Updated: Dec 10, 2022

Bent over, a tiny old woman with a deeply lined face hovers on the verge of the road. A faded and thinning shawl is wrapped tightly round her shoulders. Home spun, it offers little warmth. Cold fingers clasp tightly at her middle, a tired basket wanders at her side.


She shuffles and waits, then steps forward again, all the time keeping to the uneven grass to the side of the road. A few steps further from the edge a drainage ditch is filled with high grasses and small thickets. She scans the foliage for berries. Not many remain so late and cold in the season.
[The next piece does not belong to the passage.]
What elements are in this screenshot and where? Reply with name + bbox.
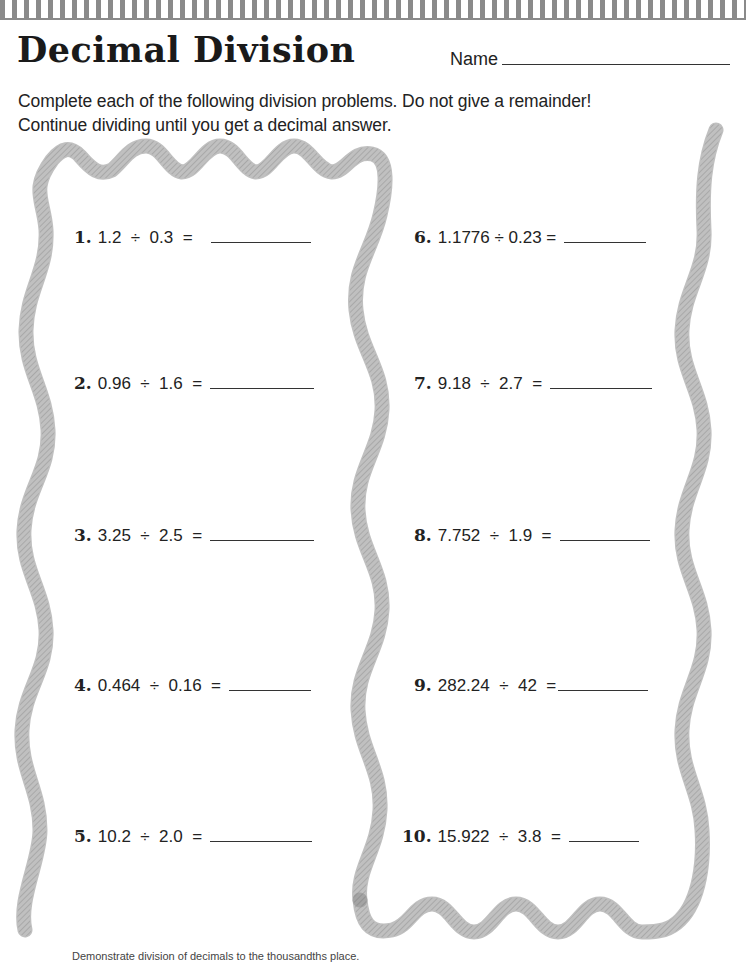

She continues to search; hunger does not know seasons.


She finds a few wild greens, which she lays in the basket alongside a scattering of nuts and fruits.


Just ahead stand a couple of distressed trees. She continues towards them more quickly, hoping to find a few nuts below. If there are none, at least she could lean against a trunk and rest a while.
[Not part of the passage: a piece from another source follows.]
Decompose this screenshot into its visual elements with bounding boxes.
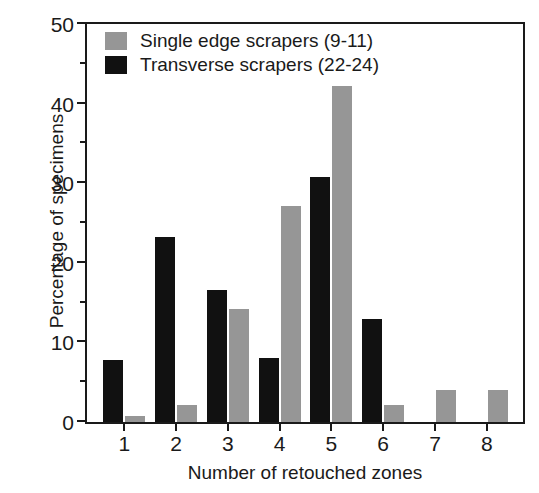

Busying herself in the ground around the trunks, she mutters and hums. Nothing is said though a dialogue between two parties seems to emerge. One voice questions, the other placates. After a time, she sinks to the ground, shuffles so her back is against a trunk and closes her eyes. Her breathing slows and quiets.


Time slides by in the cold pale light.


She hears the sounds of a horse. Then comes the creaking of a saddle. A rider on a horse is coming down the road. She looks up. He is tall, large and dressed in a uniform, dusty and creased.


She scuttles to her feet and tries to scurry to the drainage ditch out of sight. She is too late.


The rider sees her and makes a demand. She does not understand him: he does not speak her tongue. He demands again, louder. She cowers closer to the ground, head down.


His manner becomes contemptuous. He is unused to receiving no response to his demands. With slow, carefully spoken words he insists on his demands.


Again, she does not answer but balls herself up more tightly, frozen in the grass.


Then comes a moment of stillness. The cold afternoon seems to stop and wait.


And suddenly, swiftly, he draws his sword leans over from his saddle, carves the blade through her neck.


She topples over, a small thing, into the grass.


He wipes his sword, returns it to its sheath, signals his horse to continue and rides on into the west.


Slowly, light flees the scene and only the small sounds of scurrying remain.